“Nothing existed”: a buyer went looking for a way to stop the agent
By The Lucidrail Team · 2026-06-29
A developer left an AI agent running, stepped away for about twenty minutes, and came back to a bill they had not planned on. It was not a large number. It was thirty-two dollars.
The amount is not what makes the story useful. What they did next is. They went looking for a plain control — a way to have the agent stop on its own once it crossed a dollar limit — and came up empty.
I left an AI agent running, walked away for 20 minutes, and came back to a bill I didn't expect. I searched for a tool that could just stop the agent when it hit a dollar limit. Nothing existed. — sahiljagtapyc, on Hacker News
A buyer walking to the shelf for a basic safety control and finding it bare — that is the part worth sitting with. The gap is not exotic. It is close to the first thing you would reach for.
Not $47,000. Just $32
The famous version of this problem is much larger. In one widely republished write-up, a team watched two agents get stuck talking to each other for eleven days and ran up a $47,000 bill before anyone pulled the plug. Set the two stories side by side and the shape is identical. No cap. The bill was the first real signal. The only thing that changed was how long the operator was away.
That is the uncomfortable part. When there is no cap, the size of the bill is set by luck — by how long it takes you to notice — not by any limit you chose in advance. Thirty-two dollars because someone came back in twenty minutes. Forty-seven thousand because a team came back in eleven days. Same missing part.
An alert is not a stop
Most of what is on offer today reports spend after it happens. A team running seventeen agents put it plainly when they described what passed for cost control:
The UI for all of that spending was our credit card statement. Once a month. After the fact. — peiyaooo, on Hacker News
A statement, an email alert, a dashboard you open later — all of these tell you the money is already gone. That is not what the developer above went looking for. They wanted a limit that acts on its own, in the moment the line is crossed, with no human needed to read a warning and rush to hit a button. A monitor watches. A cap acts. They are not the same tool, and only one of them stops the bill.
The caps that do not always hold
There is a harder version of this, and it catches the people who did try. On the CrewAI forum, an operator hit an infinite loop and asked for a setting to limit the crew's total token use so it would not keep spending:
This infinite loop can cause an insane high token usage. — Raja_Speet, on the CrewAI forum
The framework even shipped a limit for exactly this — a maximum-iteration cap — and operators have reported it failing to stop the loop anyway. So a limit in a config file is not automatically a limit that holds. A cap only counts if it survives the one case you bought it for: the runaway. If it can be skipped on error, or quietly ignored once the loop starts, it was decoration.
What “stop the agent” actually needs
Strip it down and the request is simple. Three things have to be true for a cap to mean what the buyer thought it meant:
None of that is advanced. It is close to the first thing anyone would ask for. The striking thing about the developer's search is not that they wanted something clever. It is that they wanted something basic and could not find it on the shelf.
This is the exact control we set out to build at Lucidrail: per-company budgets with live metering, and hard caps that stop a runaway before it bills — enforced outside the agent, not left to a warning someone has to catch in time. The aim is modest. Make the limit you set the limit that actually holds, on the day it matters.
- It acts instead of alerting — it trips on its own at the threshold, without waiting for a person to notice.
- It is enforced outside the agent — a wall the agent cannot spend past, not a number the agent is politely asked to respect.
- It holds on the bad day — the loop, the retry storm, the eleven-day night — because that is the only day it exists for.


- Assignment -
Report how many lines in the records that follow have the word "icon" in them, giving the number and nothing more.

______

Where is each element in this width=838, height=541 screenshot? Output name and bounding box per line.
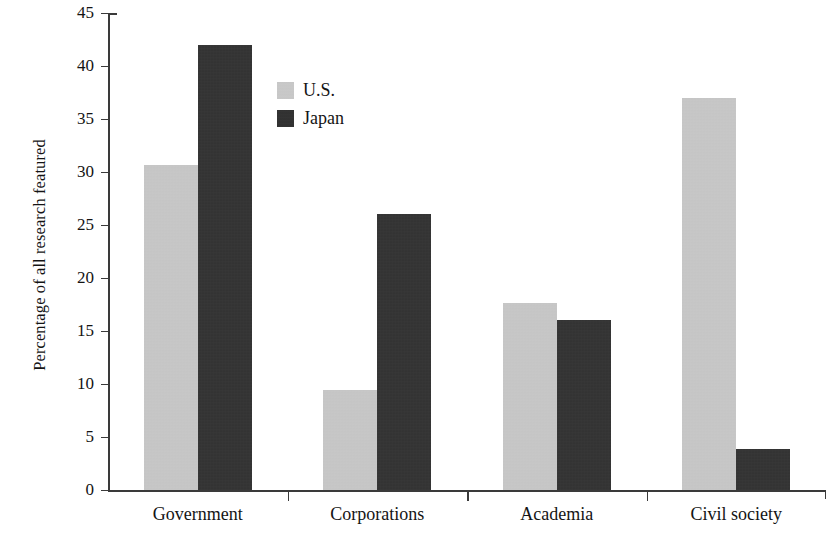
x-category-label: Academia xyxy=(467,504,647,525)
legend-swatch-icon-us xyxy=(277,82,294,99)
bar xyxy=(323,390,377,490)
legend-swatch-icon-japan xyxy=(277,110,294,127)
y-tick-label: 45 xyxy=(52,4,94,21)
y-axis-line xyxy=(108,13,110,491)
bar xyxy=(736,449,790,490)
y-tick-label: 30 xyxy=(52,163,94,180)
legend: U.S. Japan xyxy=(277,76,344,132)
x-axis-separator-tick xyxy=(288,491,290,501)
bar xyxy=(144,165,198,490)
y-tick-label: 0 xyxy=(52,481,94,498)
y-tick-label: 20 xyxy=(52,269,94,286)
legend-item-us: U.S. xyxy=(277,76,344,104)
x-category-label: Corporations xyxy=(288,504,468,525)
y-axis-top-cap xyxy=(108,13,117,15)
y-axis-title: Percentage of all research featured xyxy=(30,15,50,495)
y-tick-label: 40 xyxy=(52,57,94,74)
x-axis-end-tick xyxy=(825,490,827,499)
x-axis-separator-tick xyxy=(467,491,469,501)
x-category-label: Government xyxy=(108,504,288,525)
y-tick-label: 35 xyxy=(52,110,94,127)
bar xyxy=(377,214,431,490)
y-tick-label: 25 xyxy=(52,216,94,233)
y-tick-label: 15 xyxy=(52,322,94,339)
bar xyxy=(503,303,557,490)
legend-label-us: U.S. xyxy=(303,81,335,99)
bar xyxy=(557,320,611,490)
bar-chart: Percentage of all research featured 0510… xyxy=(0,0,838,541)
x-category-label: Civil society xyxy=(647,504,827,525)
legend-label-japan: Japan xyxy=(303,109,344,127)
y-tick-label: 10 xyxy=(52,375,94,392)
x-axis-separator-tick xyxy=(647,491,649,501)
y-tick-label: 5 xyxy=(52,428,94,445)
bar xyxy=(682,98,736,490)
legend-item-japan: Japan xyxy=(277,104,344,132)
bar xyxy=(198,45,252,490)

______

- Result of this task -
2